Educational Materials for Patients

Many patients find it helpful to receive patient education materials at physician visits to refer to when they get home. These materials can include information about a new diagnosis, prescription information (what are they taking, why, and frequency/dosage), future reading about their condition or even information they can use to help explain medical information to a child.

Patient education materials take many forms—consider here how you yourself retain information best. It could be helpful to provide written information, visual information, or even videos or comics for your patients to take home with them. The good news is that high-quality health information can come in all shapes and sizes. There is something for almost everyone!

You might simply print off a handout from a library resource like UpToDate, or a reliable web resource like MedlinePlus or the Mayo Clinic.

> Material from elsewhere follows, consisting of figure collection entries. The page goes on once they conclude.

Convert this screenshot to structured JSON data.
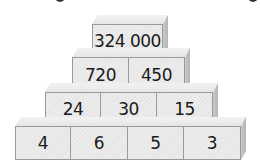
{
  "pyramid": {
    "rows": [
      {
        "level": 1,
        "cells": [
          "324 000"
        ]
      },
      {
        "level": 2,
        "cells": [
          "720",
          "450"
        ]
      },
      {
        "level": 3,
        "cells": [
          "24",
          "30",
          "15"
        ]
      },
      {
        "level": 4,
        "cells": [
          "4",
          "6",
          "5",
          "3"
        ]
      }
    ]
  },
  "colors": {
    "block_face": "#e8e8e8",
    "block_side": "#bdbdbd",
    "block_border": "#9a9a9a",
    "text": "#1a1a1a"
  }
}
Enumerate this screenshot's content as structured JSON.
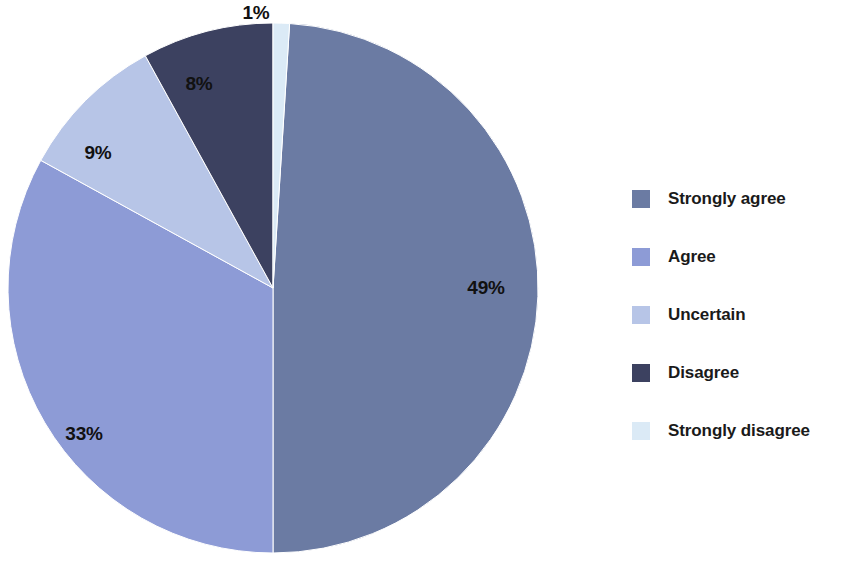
{
  "chart_data": {
    "type": "pie",
    "title": "",
    "subtitle": "",
    "xlabel": "",
    "ylabel": "",
    "legend_position": "right",
    "grid": false,
    "unit": "%",
    "categories": [
      "Strongly agree",
      "Agree",
      "Uncertain",
      "Disagree",
      "Strongly disagree"
    ],
    "values": [
      49,
      33,
      9,
      8,
      1
    ],
    "data_labels": [
      "49%",
      "33%",
      "9%",
      "8%",
      "1%"
    ],
    "colors": [
      "#6b7ba3",
      "#8d9bd6",
      "#b7c5e7",
      "#3c4160",
      "#dbeaf6"
    ],
    "slices": [
      {
        "label": "Strongly agree",
        "value": 49,
        "data_label": "49%",
        "color": "#6b7ba3",
        "start_angle": 3.6,
        "end_angle": 180.0,
        "label_x": 486,
        "label_y": 288
      },
      {
        "label": "Agree",
        "value": 33,
        "data_label": "33%",
        "color": "#8d9bd6",
        "start_angle": 180.0,
        "end_angle": 298.8,
        "label_x": 84,
        "label_y": 434
      },
      {
        "label": "Uncertain",
        "value": 9,
        "data_label": "9%",
        "color": "#b7c5e7",
        "start_angle": 298.8,
        "end_angle": 331.2,
        "label_x": 98,
        "label_y": 153
      },
      {
        "label": "Disagree",
        "value": 8,
        "data_label": "8%",
        "color": "#3c4160",
        "start_angle": 331.2,
        "end_angle": 360.0,
        "label_x": 199,
        "label_y": 84
      },
      {
        "label": "Strongly disagree",
        "value": 1,
        "data_label": "1%",
        "color": "#dbeaf6",
        "start_angle": 0.0,
        "end_angle": 3.6,
        "label_x": 256,
        "label_y": 13
      }
    ]
  },
  "legend": {
    "items": [
      {
        "label": "Strongly agree",
        "color": "#6b7ba3"
      },
      {
        "label": "Agree",
        "color": "#8d9bd6"
      },
      {
        "label": "Uncertain",
        "color": "#b7c5e7"
      },
      {
        "label": "Disagree",
        "color": "#3c4160"
      },
      {
        "label": "Strongly disagree",
        "color": "#dbeaf6"
      }
    ]
  }
}
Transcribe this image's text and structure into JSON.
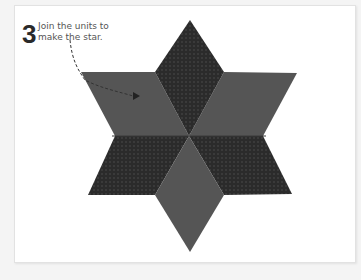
{
  "step": {
    "number": "3",
    "text": "Join the units to make the star."
  },
  "figure": {
    "diamonds": [
      {
        "position": "top",
        "fabric": "dark-dotted"
      },
      {
        "position": "upper-left",
        "fabric": "plain-grey"
      },
      {
        "position": "upper-right",
        "fabric": "plain-grey"
      },
      {
        "position": "lower-left",
        "fabric": "dark-dotted"
      },
      {
        "position": "lower-right",
        "fabric": "dark-dotted"
      },
      {
        "position": "bottom",
        "fabric": "plain-grey"
      }
    ],
    "colors": {
      "plain": "#555555",
      "dotted_base": "#2b2b2b",
      "dot": "#4a4a4a",
      "card": "#ffffff",
      "page": "#f4f4f4"
    }
  }
}
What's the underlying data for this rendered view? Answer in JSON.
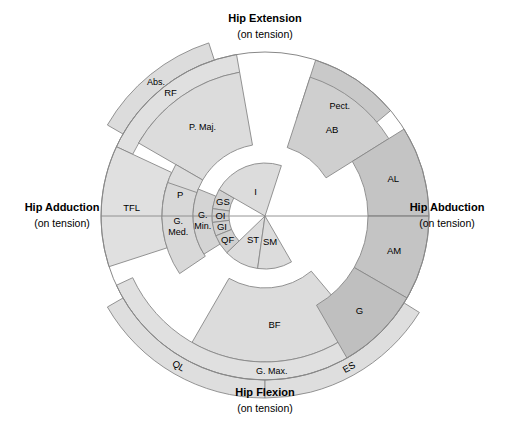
{
  "figure": {
    "type": "radial-sector-diagram",
    "background_color": "#ffffff",
    "center": {
      "x": 265,
      "y": 216
    },
    "stroke_color": "#888888",
    "axis_labels": {
      "top": {
        "title": "Hip Extension",
        "subtitle": "(on tension)"
      },
      "bottom": {
        "title": "Hip Flexion",
        "subtitle": "(on tension)"
      },
      "left": {
        "title": "Hip Adduction",
        "subtitle": "(on tension)"
      },
      "right": {
        "title": "Hip Abduction",
        "subtitle": "(on tension)"
      }
    },
    "ring_radii": [
      36,
      53,
      72,
      103,
      146,
      164
    ],
    "fills": {
      "light": "#e3e3e3",
      "mid": "#d8d8d8",
      "dark": "#c9c9c9",
      "darker": "#bfbfbf",
      "band": "#dedede"
    }
  },
  "segments": [
    {
      "id": "abs",
      "label": "Abs.",
      "ring": "outer-band",
      "a0": 108,
      "a1": 150,
      "fill": "#dcdcdc",
      "rotate": 0
    },
    {
      "id": "rf",
      "label": "RF",
      "ring": "r5",
      "a0": 100,
      "a1": 155,
      "fill": "#e0e0e0",
      "rotate": 0
    },
    {
      "id": "pmaj",
      "label": "P. Maj.",
      "ring": "r4",
      "a0": 100,
      "a1": 150,
      "fill": "#dcdcdc",
      "rotate": 0
    },
    {
      "id": "tfl",
      "label": "TFL",
      "ring": "r5",
      "a0": 155,
      "a1": 198,
      "fill": "#e0e0e0",
      "rotate": 0
    },
    {
      "id": "p",
      "label": "P",
      "ring": "r4",
      "a0": 150,
      "a1": 182,
      "fill": "#dcdcdc",
      "rotate": 0
    },
    {
      "id": "gmed",
      "label": "G. Med.",
      "ring": "r3",
      "a0": 161,
      "a1": 214,
      "fill": "#d8d8d8",
      "rotate": 0
    },
    {
      "id": "gmin",
      "label": "G. Min.",
      "ring": "r2",
      "a0": 158,
      "a1": 212,
      "fill": "#d4d4d4",
      "rotate": 0
    },
    {
      "id": "gs",
      "label": "GS",
      "ring": "r1",
      "a0": 150,
      "a1": 172,
      "fill": "#d0d0d0",
      "rotate": 0
    },
    {
      "id": "oi",
      "label": "OI",
      "ring": "r1",
      "a0": 172,
      "a1": 187,
      "fill": "#d0d0d0",
      "rotate": 0
    },
    {
      "id": "gi",
      "label": "GI",
      "ring": "r1",
      "a0": 187,
      "a1": 202,
      "fill": "#d0d0d0",
      "rotate": 0
    },
    {
      "id": "qf",
      "label": "QF",
      "ring": "r1",
      "a0": 202,
      "a1": 224,
      "fill": "#d0d0d0",
      "rotate": 0
    },
    {
      "id": "i",
      "label": "I",
      "ring": "r0",
      "a0": 72,
      "a1": 150,
      "fill": "#dcdcdc",
      "rotate": 0
    },
    {
      "id": "st",
      "label": "ST",
      "ring": "r0",
      "a0": 224,
      "a1": 262,
      "fill": "#dcdcdc",
      "rotate": 0
    },
    {
      "id": "sm",
      "label": "SM",
      "ring": "r0",
      "a0": 262,
      "a1": 300,
      "fill": "#dcdcdc",
      "rotate": 0
    },
    {
      "id": "bf",
      "label": "BF",
      "ring": "r4",
      "a0": 240,
      "a1": 310,
      "fill": "#dcdcdc",
      "rotate": 0
    },
    {
      "id": "gmax",
      "label": "G. Max.",
      "ring": "r5",
      "a0": 205,
      "a1": 340,
      "fill": "#e0e0e0",
      "rotate": 0
    },
    {
      "id": "ql",
      "label": "QL",
      "ring": "outer-band",
      "a0": 210,
      "a1": 270,
      "fill": "#dedede",
      "rotate": 1
    },
    {
      "id": "es",
      "label": "ES",
      "ring": "outer-band",
      "a0": 270,
      "a1": 328,
      "fill": "#dedede",
      "rotate": 1
    },
    {
      "id": "pect",
      "label": "Pect.",
      "ring": "r5",
      "a0": 40,
      "a1": 72,
      "fill": "#c9c9c9",
      "rotate": 0
    },
    {
      "id": "ab",
      "label": "AB",
      "ring": "r4",
      "a0": 32,
      "a1": 72,
      "fill": "#cfcfcf",
      "rotate": 0
    },
    {
      "id": "al",
      "label": "AL",
      "ring": "r5",
      "a0": 0,
      "a1": 32,
      "fill": "#c4c4c4",
      "rotate": 0
    },
    {
      "id": "am",
      "label": "AM",
      "ring": "r5",
      "a0": 330,
      "a1": 360,
      "fill": "#c4c4c4",
      "rotate": 0
    },
    {
      "id": "g",
      "label": "G",
      "ring": "r5",
      "a0": 300,
      "a1": 330,
      "fill": "#bfbfbf",
      "rotate": 0
    }
  ],
  "chart_data": {
    "type": "pie",
    "categories": [
      "Abs.",
      "RF",
      "P. Maj.",
      "TFL",
      "P",
      "G. Med.",
      "G. Min.",
      "GS",
      "OI",
      "GI",
      "QF",
      "I",
      "ST",
      "SM",
      "BF",
      "G. Max.",
      "QL",
      "ES",
      "Pect.",
      "AB",
      "AL",
      "AM",
      "G"
    ],
    "values": [
      42,
      55,
      50,
      43,
      32,
      53,
      54,
      22,
      15,
      15,
      22,
      78,
      38,
      38,
      70,
      135,
      60,
      58,
      32,
      40,
      32,
      30,
      30
    ],
    "xlabel": "Hip Adduction / Hip Abduction",
    "ylabel": "Hip Extension / Hip Flexion",
    "legend_position": "none",
    "grid": false
  }
}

To access UptoDate’s entire patient education collection, make sure you’re logged in or accessing from the Dartmouth Biomedical Libraries’ homepage.

UpToDate allows you to:

  • Browse by category (everything from Allergies & Asthma to Women’s health issues)
    • To explore the contents of any category, click on the header, i.e. “Surgery”
    • A great example of the information available here is the handout “Questions to ask if you are having surgery or a procedure (The Basics)”
  • You’ll also find patient education material embedded within the content for many other topic pages on UpToDate—before you give this to a patient, make sure you’re selecting the “Information for Patients” tab as it will be written in the plainest language
  • Search specifically for patient education articles in UpToDate by searching on “patient info” and your patient’s keyword of interest

Explore MedlinePlus, which contains 1000+ topic pages on diseases, illness, health conditions and wellness issues written in plain language:

  • Search for a specific condition or topic—topic pages make for excellent reading once your patient gets home as they will find way to explore the basics of a condition, diagnosis and tests, therapies, ongoing research (including links to currently recruiting clinical trials), and advocacy information
  • Provide videos and even games to help patients understand a procedure or body system

Mayo Clinic provides great online patient information:

  • Show a patient how to search by disease or condition, symptoms, or provide handouts about different tests and procedures they will be undergoing

The Matthews-Fuller Health Sciences Library on the 5th floor of Dartmouth-Hitchcock Medical Center has a collection of print books, videos, workbooks, even cookbooks, that patients and their family members are able to check out.

Your patients might even enjoy reading about health conditions in comic or graphic novel form—this popular medium, called graphic medicine, has plenty to offer interested readers of every age. (and let a librarian know if you want us to purchase one of these titles for our collection!).